LoRA vs. Full Fine-Tuning: An Illusion of Equivalence

(arxiv.org)

57 points | by timbilt 4 hours ago ago

4 comments

  • pwillia7 an hour ago

    This tracks with my feelings making and using Stable Diffusion Loras and fine tunes. Still, with the speed to train and use, Loras have worked for me in most use cases and it hasn't been worth fine tuning the entire model.

    • K0balt an hour ago

      Yeah,it reflects the “feel” I get from lLoRa as well, especially if I overdo it. The new data becomes the preferred output even for unrelated inputs. I always felt like it was bludgeoning the model to some extent vs finetuning.

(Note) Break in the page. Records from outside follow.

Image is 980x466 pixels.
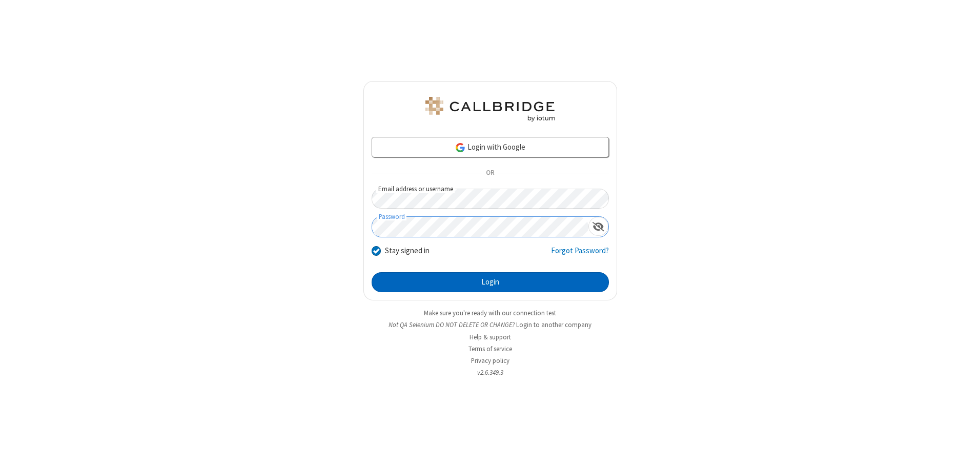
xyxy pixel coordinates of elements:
button: Login to another company [516,320,592,330]
li: v2.6.349.3 [363,367,617,377]
a: Login with Google [372,137,609,158]
input: Email address or username [372,189,609,208]
li: Not QA Selenium DO NOT DELETE OR CHANGE? [363,320,617,330]
img: QA Selenium DO NOT DELETE OR CHANGE [424,97,556,122]
button: Login [372,272,609,292]
a: Make sure you're ready with our connection test [424,308,556,317]
a: Terms of service [469,344,512,353]
a: Forgot Password? [551,245,609,265]
img: google-icon.png [455,142,466,153]
input: Password [372,217,588,237]
div: Show password [588,217,608,235]
label: Stay signed in [385,245,429,257]
a: Help & support [470,333,511,341]
a: Privacy policy [471,356,510,365]
span: OR [482,166,498,181]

      Also, LoRa tuning an extensively tuned model occasionally provokes full on delusional “insanity” or gibberish seizures.

      I have had really good luck though using a highly tuned model as the training basis for a LoRa and then applying that LoRa mask to the base version of that model. I’m not sure why that seems to work better than the same LoRa training directly on the base model.

  • K0balt 2 hours ago

    So, in layman’s terms, LoRa appears to “traumatize “ the model to some degree, connecting the vector space with strong “jumpers” (intruder dimensions) to change it’s behavior, instead of subtly conforming the entire model into a shape that accommodates the new data.

    These jumpers or shortcuts do create connections between the relevant new concepts in the model, but by directly connecting them instead of associating them through the existing network of concepts, nuance is lost and the bypassed areas become deemphasized, leading to forgetting of previously held associations.

    Because of this, In general, fine tuning produces better results than LoRa in most cases, especially when forgetting of existing training is detrimental.

    Or, to further oversimplify the issue in SE terms, LoRa == monkeypatching. (Is this a kind of intruder dimension?)